Vinod, a 32-year-old worker at Sumanahalli Crematorium in Bengaluru, shares what his day looks like on the frontlines of the pandemic. This is the seventh installment of a series that looks at the toll of a worsening Covid19 crisis from multiple perspectives within the healthcare system.
I work at an electric crematorium in Bangalore. My work is to burn bodies — bodies of dead Covid19 patients.
We are seeing at least 25-30 bodies daily. Two, three months back, there were fewer bodies: sometimes 7, sometimes 10. Even before that, in last March, the bodies who had died because of Covid were still below 10. The number has now increased. Bodies come from both private and government hospitals — but these days it looks like there are more Covid19 deaths in government hospitals.

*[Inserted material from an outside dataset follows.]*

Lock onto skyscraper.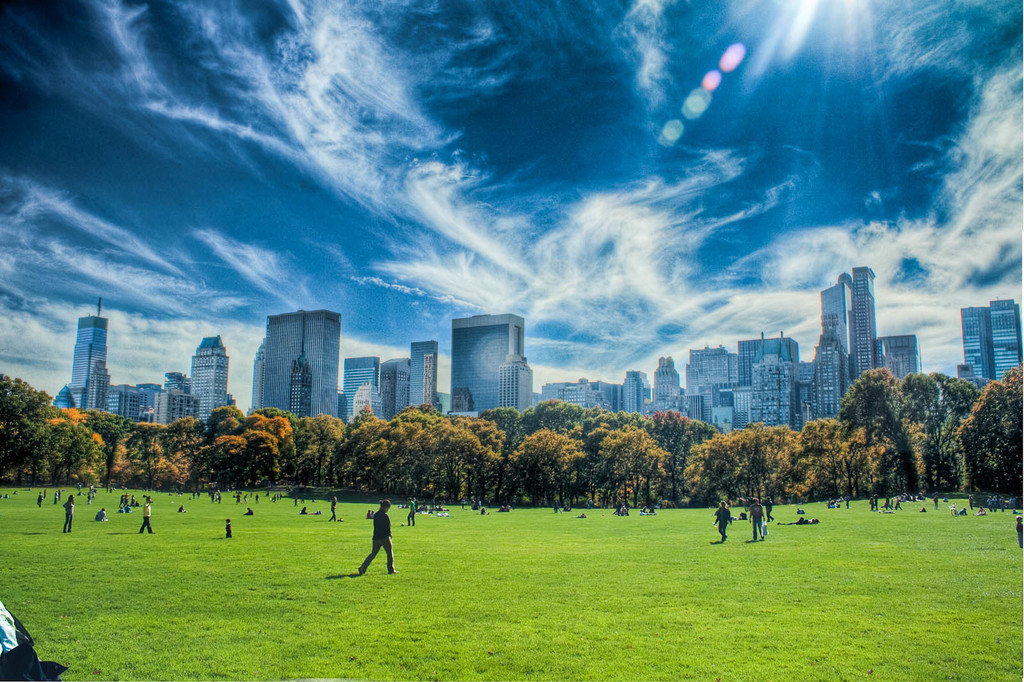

Right now, there are at least 40 pyres burning in the crematorium. We give tokens to at least 25 ambulances, which are lined up outside the grounds. They are waiting because there is no space.
I work with four other people. It is generally 8 a.m. to 8 p.m., but we are logging in more hours these days. Today, we will work till at least 3 a.m. Work easily crosses 10-12 hours every day. The government has given us PPE and masks to wear. We give them information about the bodies, and they issue death certificates; each certificate has an ID and makes note of whether someone was Covid-positive or -negative.

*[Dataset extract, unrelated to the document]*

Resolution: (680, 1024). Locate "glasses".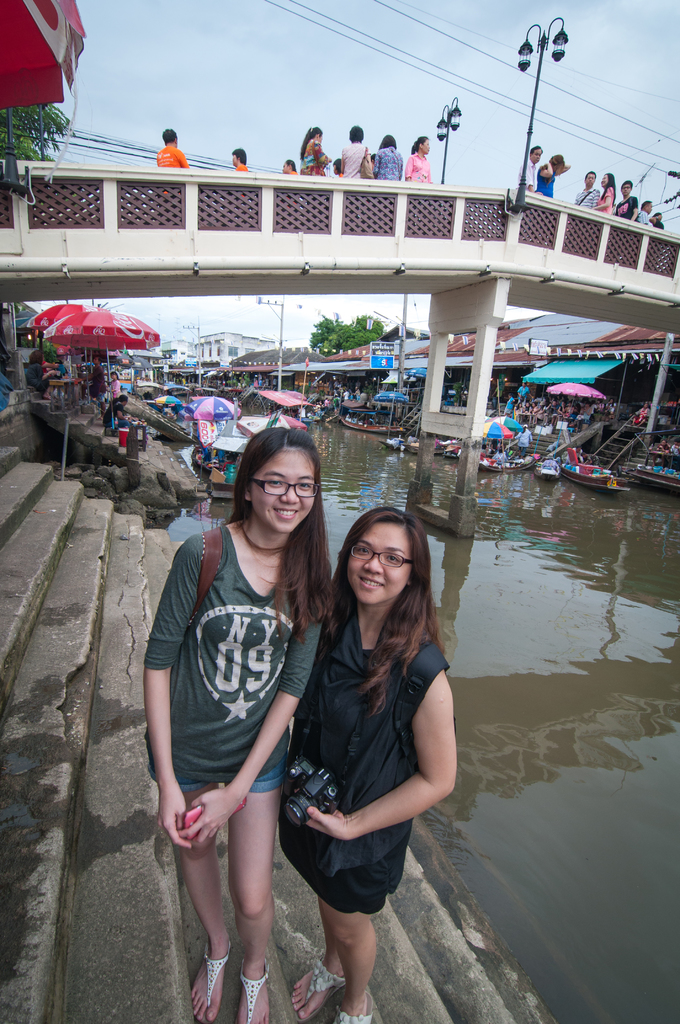
rect(243, 473, 327, 502).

The process is the same: admitting dead bodies on the ground, making related entries. Anyone who comes has to do an entry. It gets a little tiresome sometimes. Everyone gets a token and has to wait even now — it takes at least 45 minutes to one hour to burn one body. So depending on the number of bodies in a day, the work depends on that. There is no space left; we don’t know how things will continue.

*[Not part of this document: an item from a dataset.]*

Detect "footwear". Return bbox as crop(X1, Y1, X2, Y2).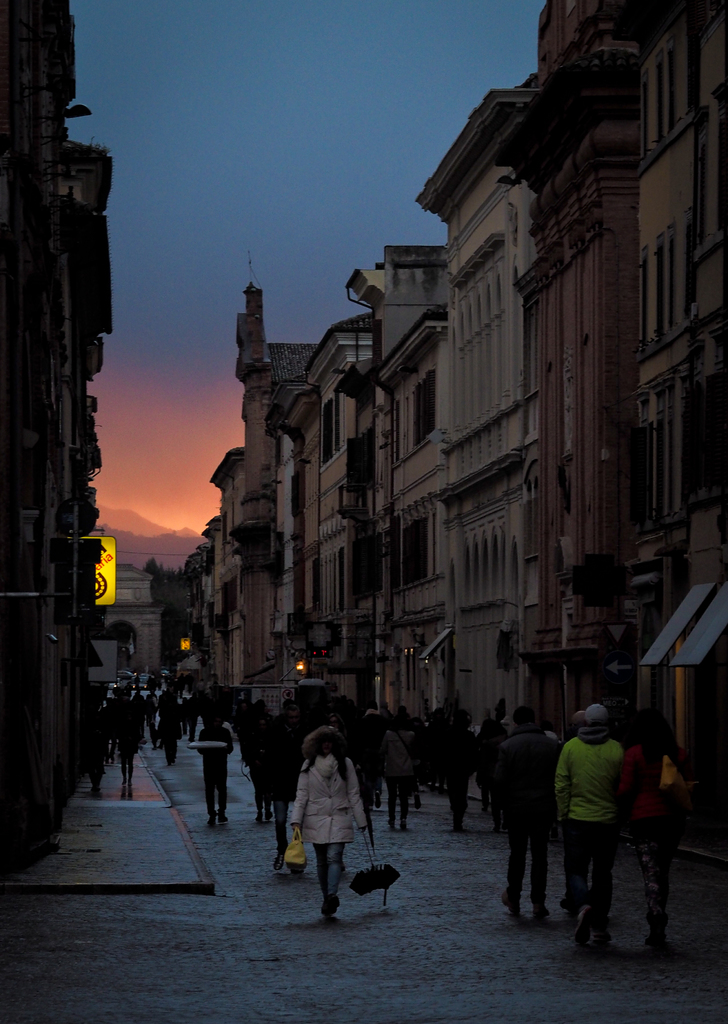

I live with my family: my wife and two children. I have been working in a crematorium for the last six years. The work feels the same sometimes. It was scary when corona first came — we didn’t understand what was happening last year. It still feels like that right now — we don’t know what we are doing or what we should do.
There is a lot of sadness, given how cases are rising. We are also very tired now.
This interview has been condensed and edited for clarity. As told to Saumya Kalia.